This is bad advice. Do not create a setup.py for a new package. (Keeping setup.py for an old package can be okay.)
The author is correct that you want a tool such as flit or poetry which will work with pyproject.toml. Setting up a basic package will be no harder than using setuptools, and it is much more future-proof. You won't have to copy-paste some other crufty setup config either.
It is fair that you don't need all the external tools in this tutorial. In particular, using make is very silly since you can configure different linting and testing workflows directly in pyproject.toml, rather than pull in a whole other system which only works decently on *nix. Poetry also removes the need for tox.

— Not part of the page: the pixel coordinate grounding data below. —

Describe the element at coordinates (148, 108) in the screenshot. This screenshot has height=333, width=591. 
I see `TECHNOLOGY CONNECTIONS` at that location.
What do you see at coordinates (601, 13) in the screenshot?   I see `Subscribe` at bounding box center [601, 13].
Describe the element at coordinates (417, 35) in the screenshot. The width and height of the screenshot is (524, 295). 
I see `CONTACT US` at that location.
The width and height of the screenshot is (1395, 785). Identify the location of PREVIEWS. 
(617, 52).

Future-proof... Poetry 1.1 broke compatibility with 1.0. 1.1 lockfiles would crash Poetry 1.0, and 1.0 lockfiles would be thrown away by Poetry 1.1.

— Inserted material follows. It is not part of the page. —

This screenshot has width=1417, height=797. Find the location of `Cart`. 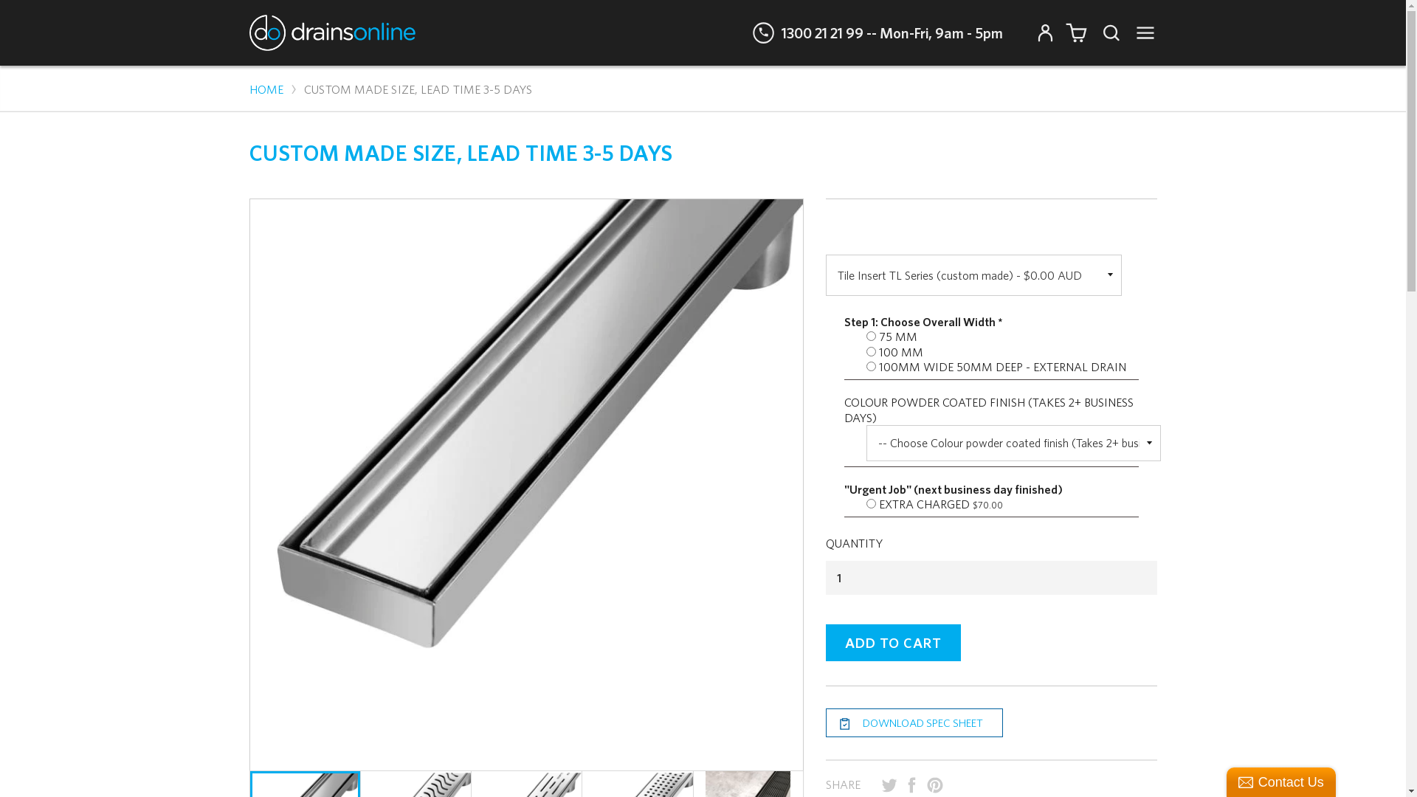

Cart is located at coordinates (1076, 32).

It does not correctly verify hashes (if at all) [1]. You can't add packages without updating all your dependencies. Monorepos are not supported. PEP-508-compliant Git dependencies cause the tool to crash with TypeError [2].
I think Poetry is the right direction, I use it for everything, but it's not the silver bullet you're painting it to be (yet). It's definitely not on par with Cargo, or maybe even npm.

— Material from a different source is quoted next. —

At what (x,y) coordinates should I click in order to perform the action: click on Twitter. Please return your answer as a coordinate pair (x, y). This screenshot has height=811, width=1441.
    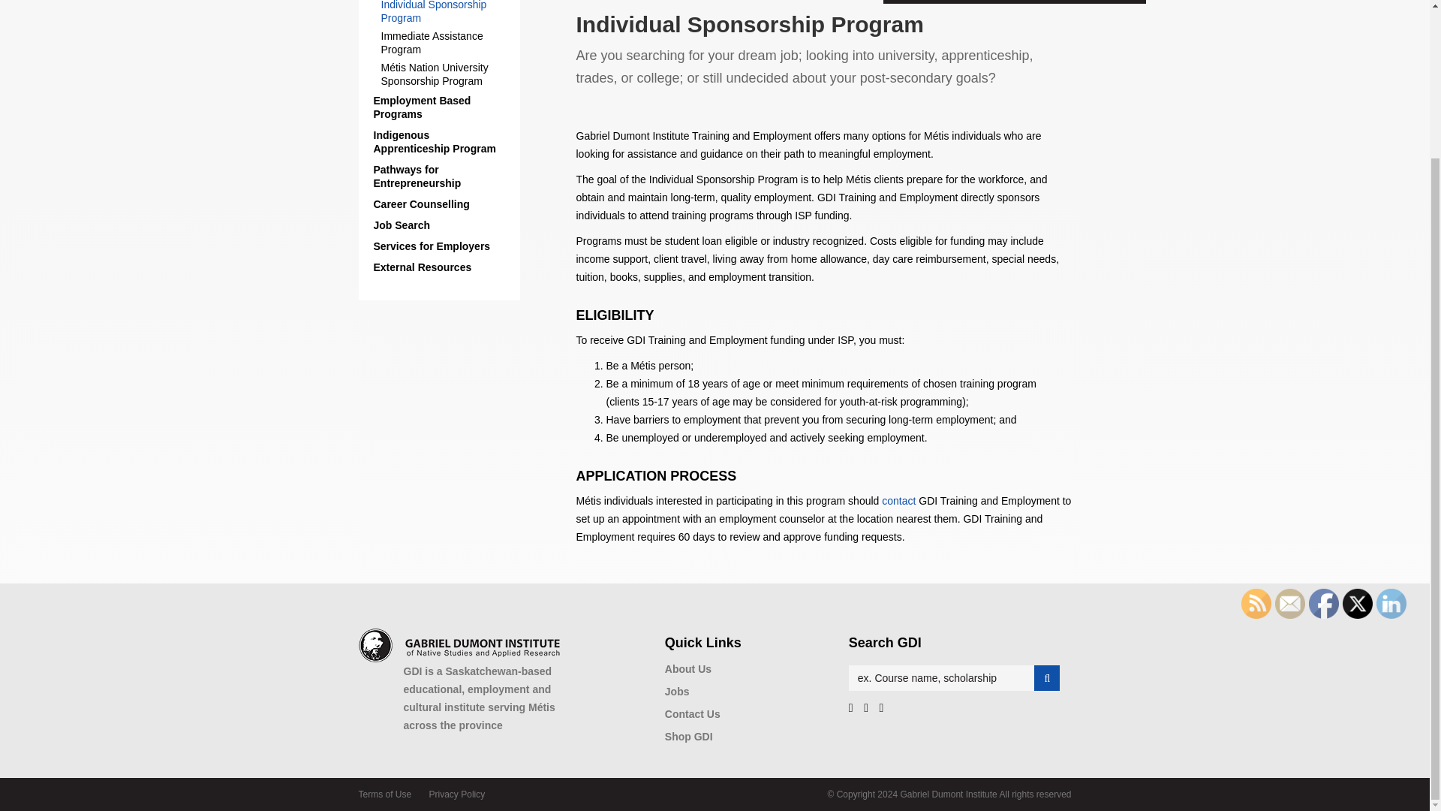
    Looking at the image, I should click on (1358, 604).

The author is correct that you want a tool such as flit or poetry which will work with pyproject.toml. Setting up a basic package will be no harder than using setuptools, and it is much more future-proof. You won't have to copy-paste some other crufty setup config either.
It is fair that you don't need all the external tools in this tutorial. In particular, using make is very silly since you can configure different linting and testing workflows directly in pyproject.toml, rather than pull in a whole other system which only works decently on *nix. Poetry also removes the need for tox.